"And whose power is sufficient for all this?" Barrington asked.

"To-day, no one's. To-morrow;—who shall say? Things go forward quickly at times. A sudden wave might even raise me to power."

"Then the good ending," said Barrington.

The man caught no irony, he only heard the flattery.

"Then the blood flowing," he laughed; "so, as full in color and as freely spilt," and he jerked the remains of the wine in his glass across the room, staining the opposite wall.

"And if not at your word, perhaps at that of Monsieur de Lafayette, Sieur Motier," Barrington suggested. He wanted the man to talk about the Marquis.

"He is an aristocrat with sympathies which make no appeal to me. The people have grown tired of him, too. I am honest, and fear no man, and I say that Motier has long been at the crossroads. He is, or was, an honest man, I hardly know which he is now, and even honest men must suffer for the cause. You say you are his friend, whisper that warning in his ear, if you see him; say you had it from Jacques Sabatier, he will have heard of me."

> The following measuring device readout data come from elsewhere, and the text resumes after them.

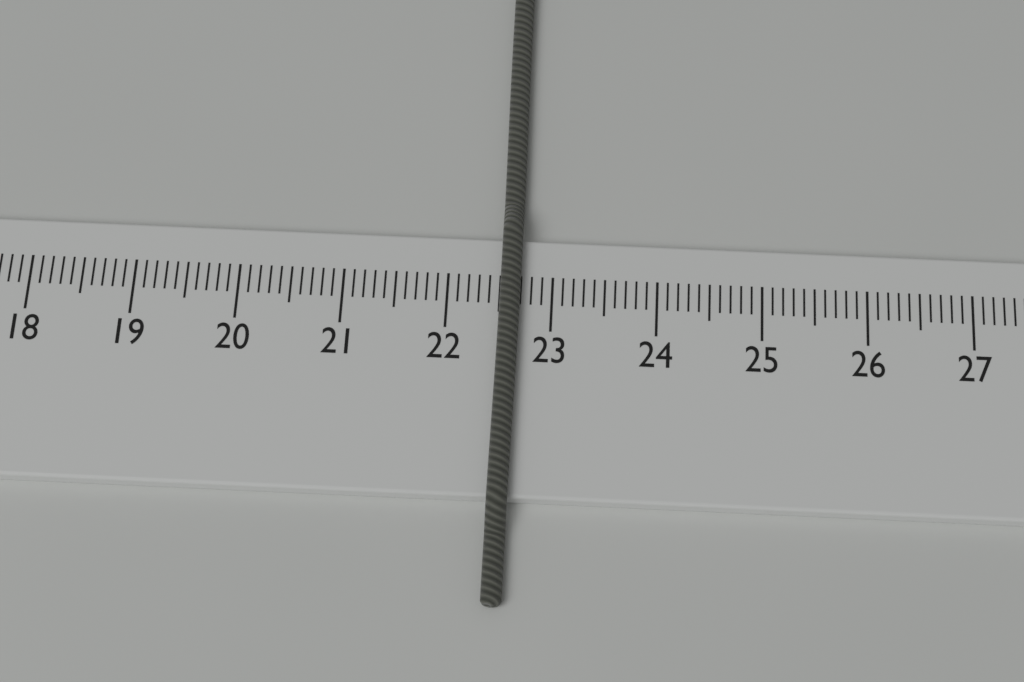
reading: 22.7 cm
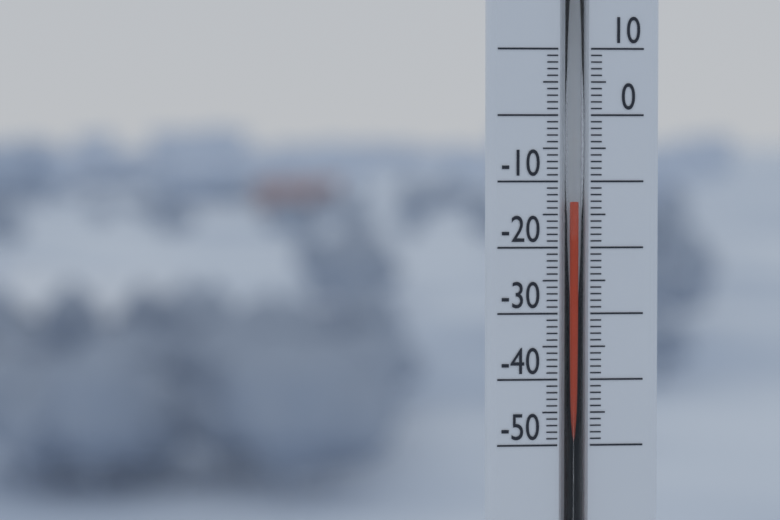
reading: -13 (no unit)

"Certainly, I will tell him," said Barrington, wondering if such a man as Lafayette could have heard of such a truculent scoundrel as this. "Is he in Paris?"

"I know nothing of him. He was with the army in the North, but he may have been recalled. He must obey like the rest of us. Do you ride with us to Paris to-night?"

"No. Our horses need rest, but we shall meet there, I hope."